2. Malaysia gains her Independence from Britain in 1957, about 52 years ago. It was the same time as many African countries under the European powers gained their Independence. In other words what had happened in some African countries are not much different from what had happened in Malaysia. However, we were quite lucky in having our Prime Ministers and their ministers, armies and police who were not that corrupt. As a country bestowed with rich natural resources we, however, became rich by utilising foreign species, namely the rubber and oilpalm, neglecting our own indigenous species.

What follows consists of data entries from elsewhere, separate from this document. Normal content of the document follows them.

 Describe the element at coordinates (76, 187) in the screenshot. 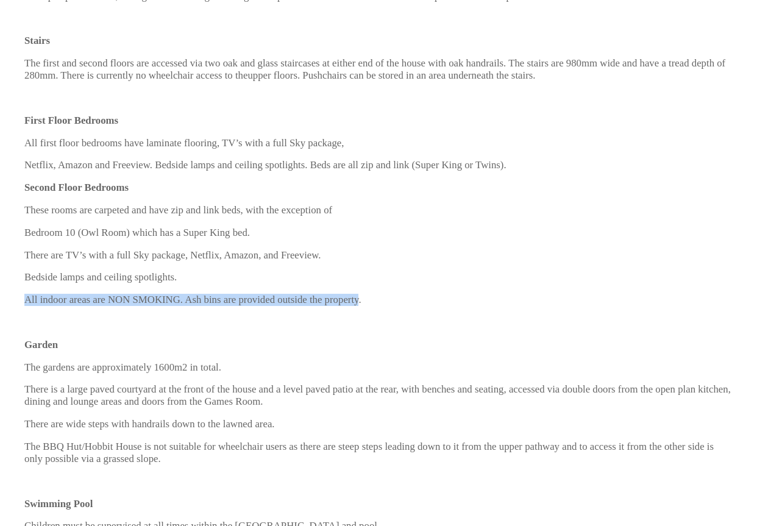

I see `strong: Second Floor Bedrooms` at that location.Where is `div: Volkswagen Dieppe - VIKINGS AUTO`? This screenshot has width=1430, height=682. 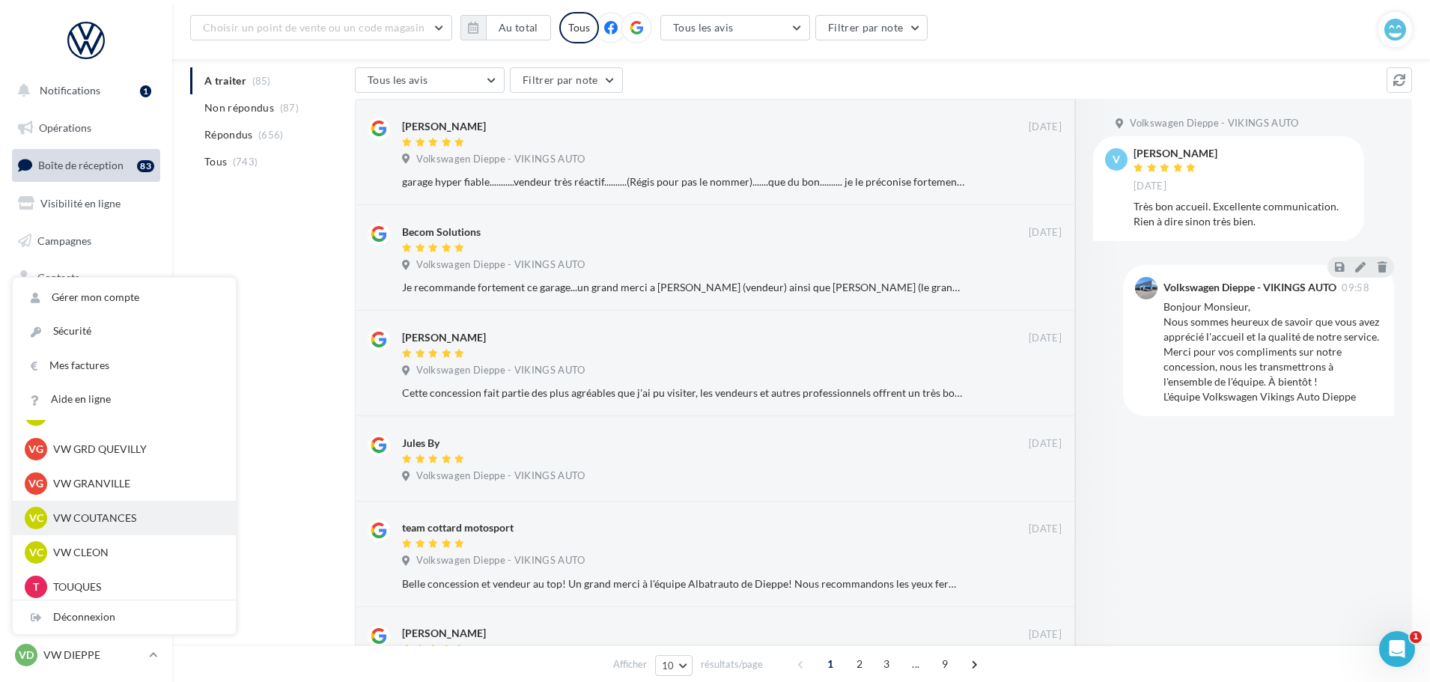 div: Volkswagen Dieppe - VIKINGS AUTO is located at coordinates (1250, 288).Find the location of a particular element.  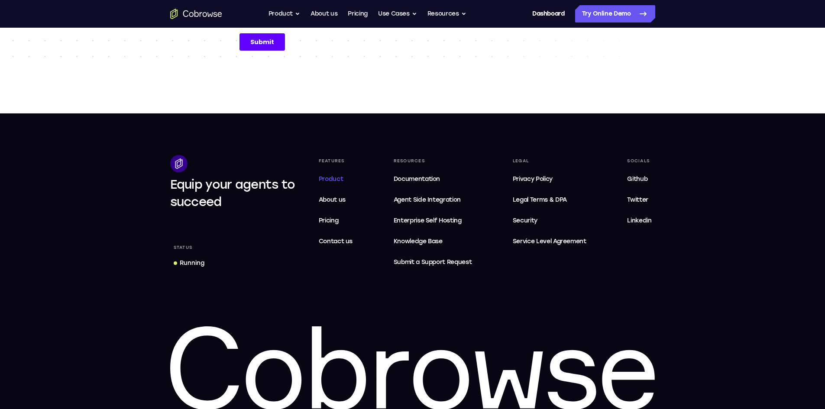

div: Resources is located at coordinates (433, 161).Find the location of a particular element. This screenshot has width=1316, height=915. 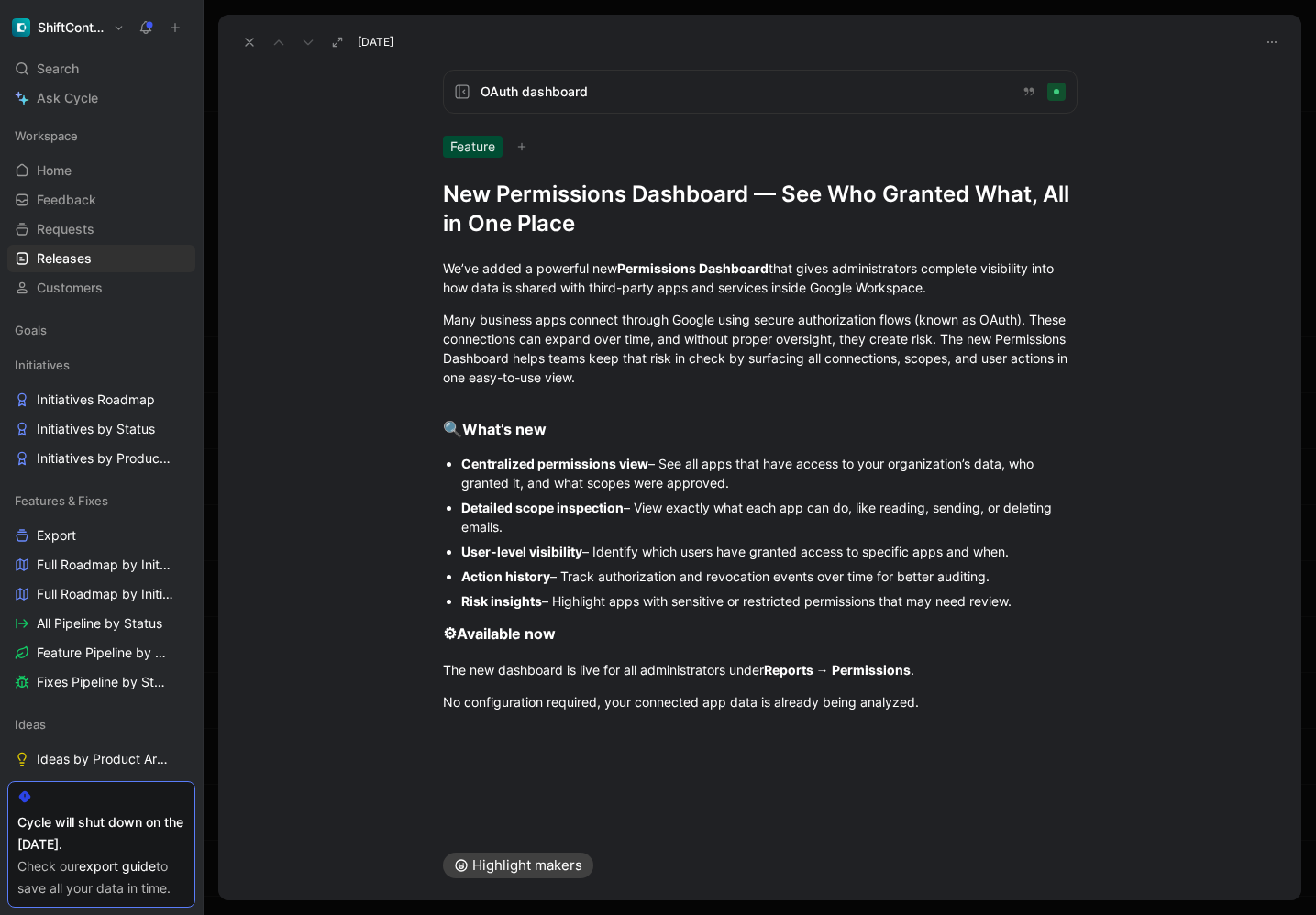

div: – View exactly what each app can do, like reading, sending, or deleting emails. is located at coordinates (770, 517).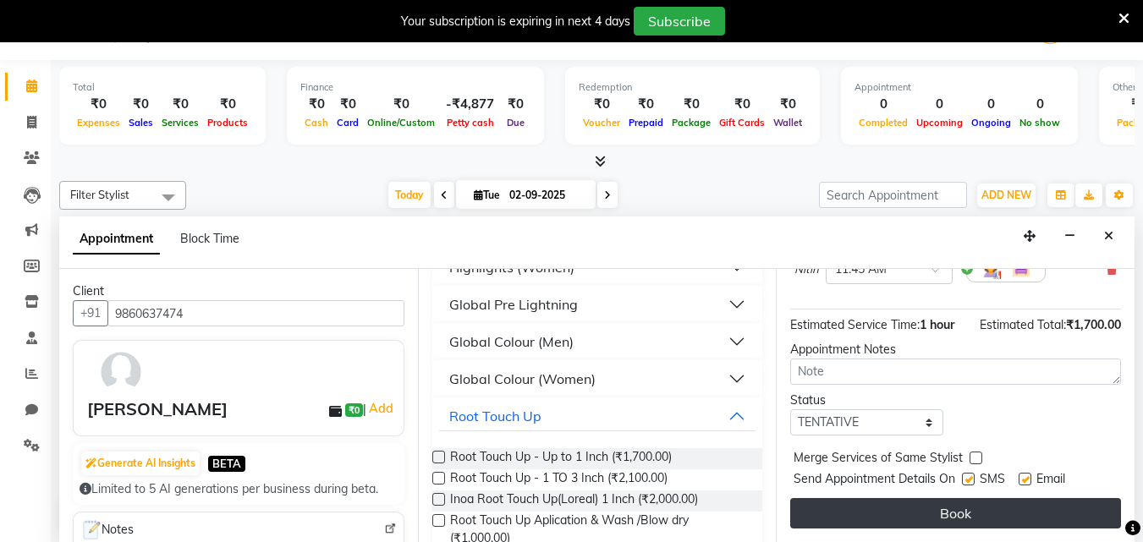  I want to click on button: ADD NEW, so click(1006, 195).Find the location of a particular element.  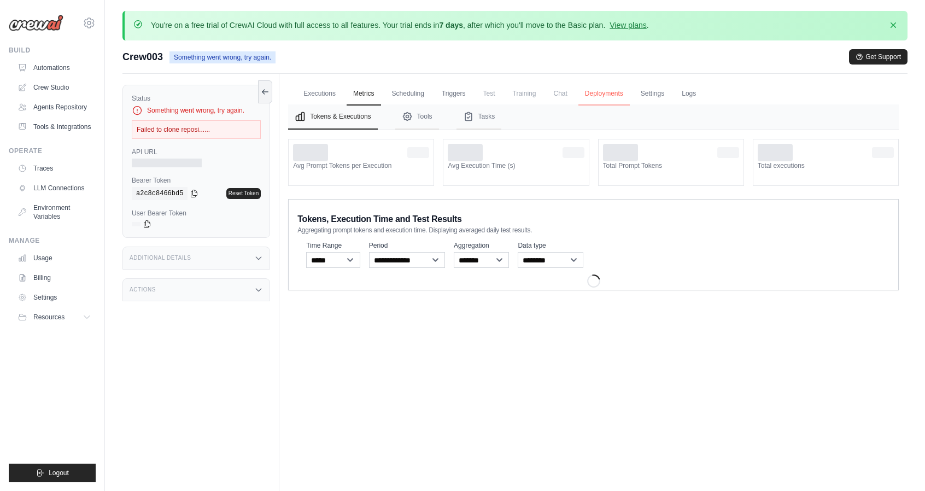

span: Test is located at coordinates (489, 94).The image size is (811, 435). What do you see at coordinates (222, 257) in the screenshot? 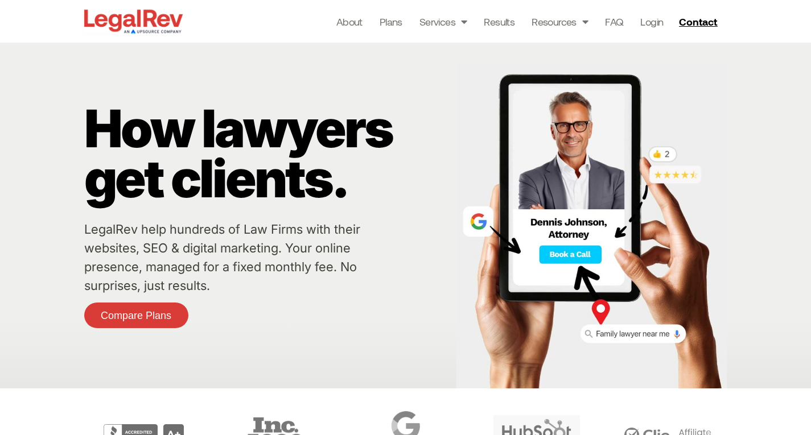
I see `a: LegalRev help hundreds of Law Firms with their websites, SEO & digital marketing. Your online pre...` at bounding box center [222, 257].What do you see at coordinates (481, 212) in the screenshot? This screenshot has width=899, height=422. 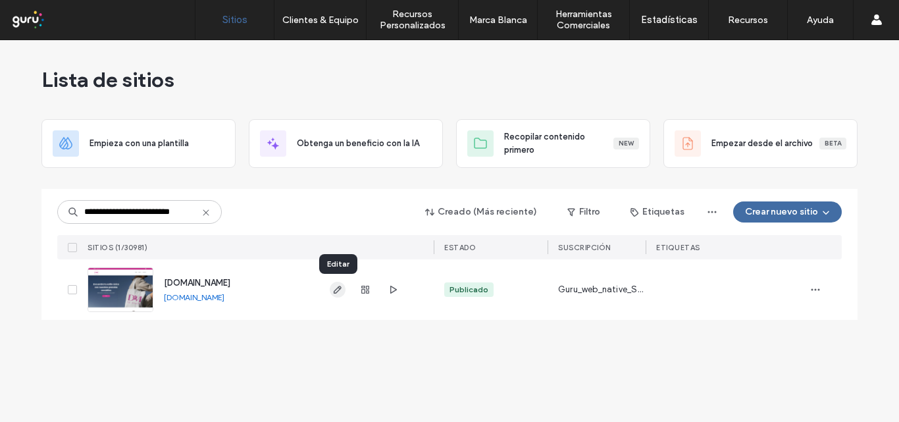 I see `button: Creado (Más reciente)` at bounding box center [481, 212].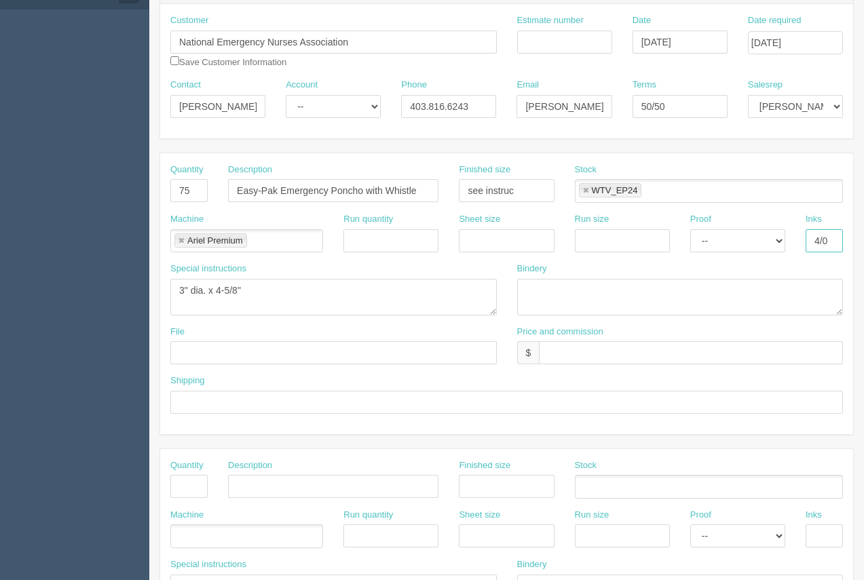  What do you see at coordinates (301, 85) in the screenshot?
I see `label: Account` at bounding box center [301, 85].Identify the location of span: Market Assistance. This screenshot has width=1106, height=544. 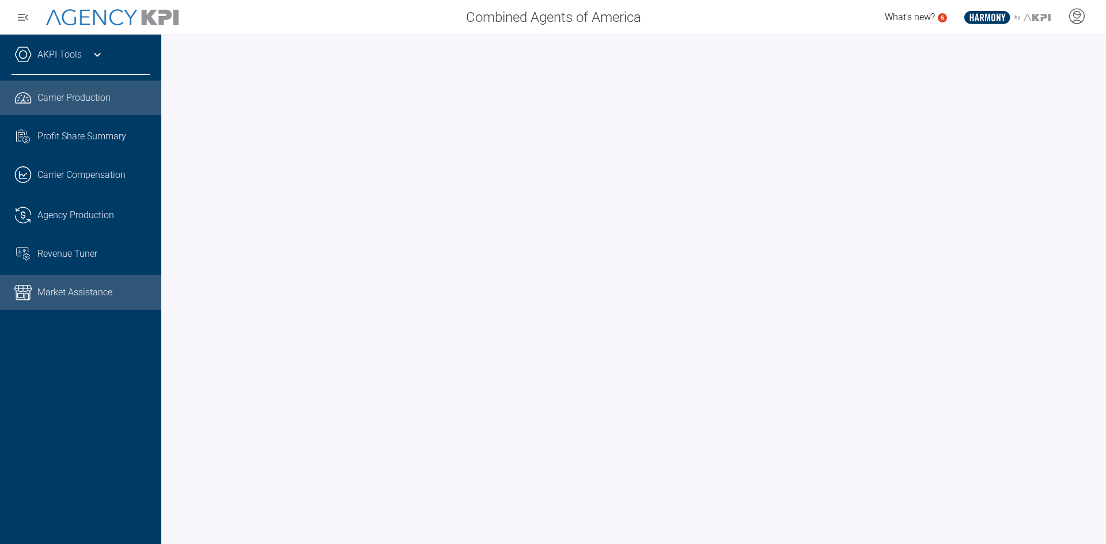
(75, 293).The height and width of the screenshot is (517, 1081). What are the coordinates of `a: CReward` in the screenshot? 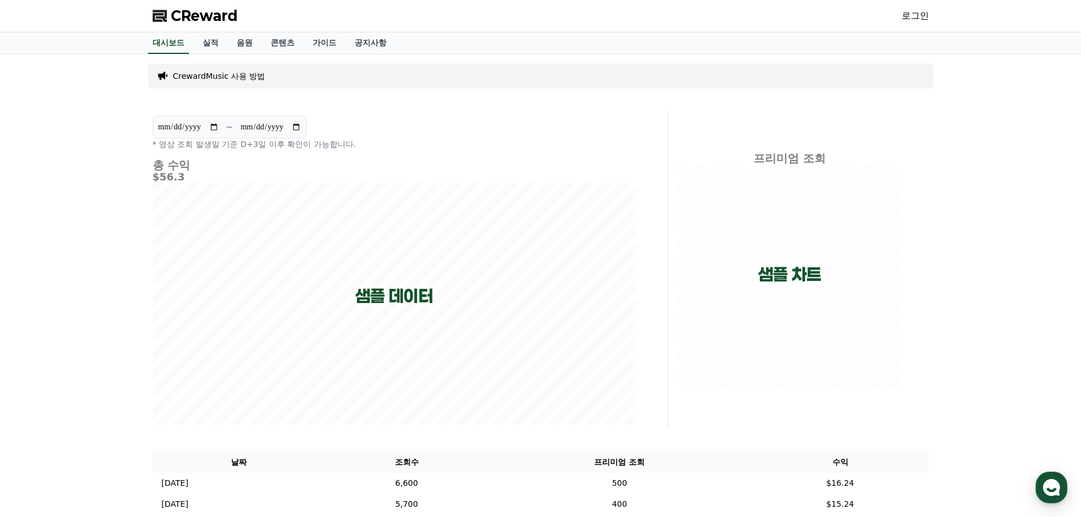 It's located at (195, 16).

3. President Nkrumah, President Gamal Nasser, President Felix Houphouet-Boigny, President Hasting Banda, President Robert Mugabe, President Mobutu, and I can go on mentioning the dictators of Algeria, Libya, Sudan, Ethiopia, Uganda, South Africa, Mozambique, Angola, Cameroon, Liberia, Ivory Coast, Nigeria, Ghana, Congo etc who had plundered their golds, diamonds, copper, oil to enrich themselves and their cronies.

4. Millions of Africans died in tribal wars becoming the ponds between waring nations and provinces within the nation while their elite were enjoying their champagne and cereals, including human flesh. The killing fields of Rwanda when Hutu and Tutsi took turm to kill each other were testimony of the greed those dictators had.

5. I thought it was only in Khmer that Pol Pot used the chidren army to kill adults. I was wrong, in Liberia they did the same thing earlier. Apparently, Pol Pot copied what had happened in Liberia. And the super-powers the US, Russia, France, Britain, Cuba, Belgium etc were making money selling weapons of African destruction. These western powers were indeed behind the waring parties. It was no different from the politics of this decade when the US, Britain and Russia conspired to punish other less-developed nations. This is politics of the highest order of hypocricy.

6. Zaid Ibrahim cynically compare Malaysia with Mugabe's Zambia which was a beautiful country with rich natural resources. Today 1 billion of their currency could but 3 eggs! I pray that my beloved country will not get near of being 10% of Mugabe's greed. What who knows if what Zaid Ibrahim wrote in his little book might come through in 10 years time if they are not checked by the Malaysians.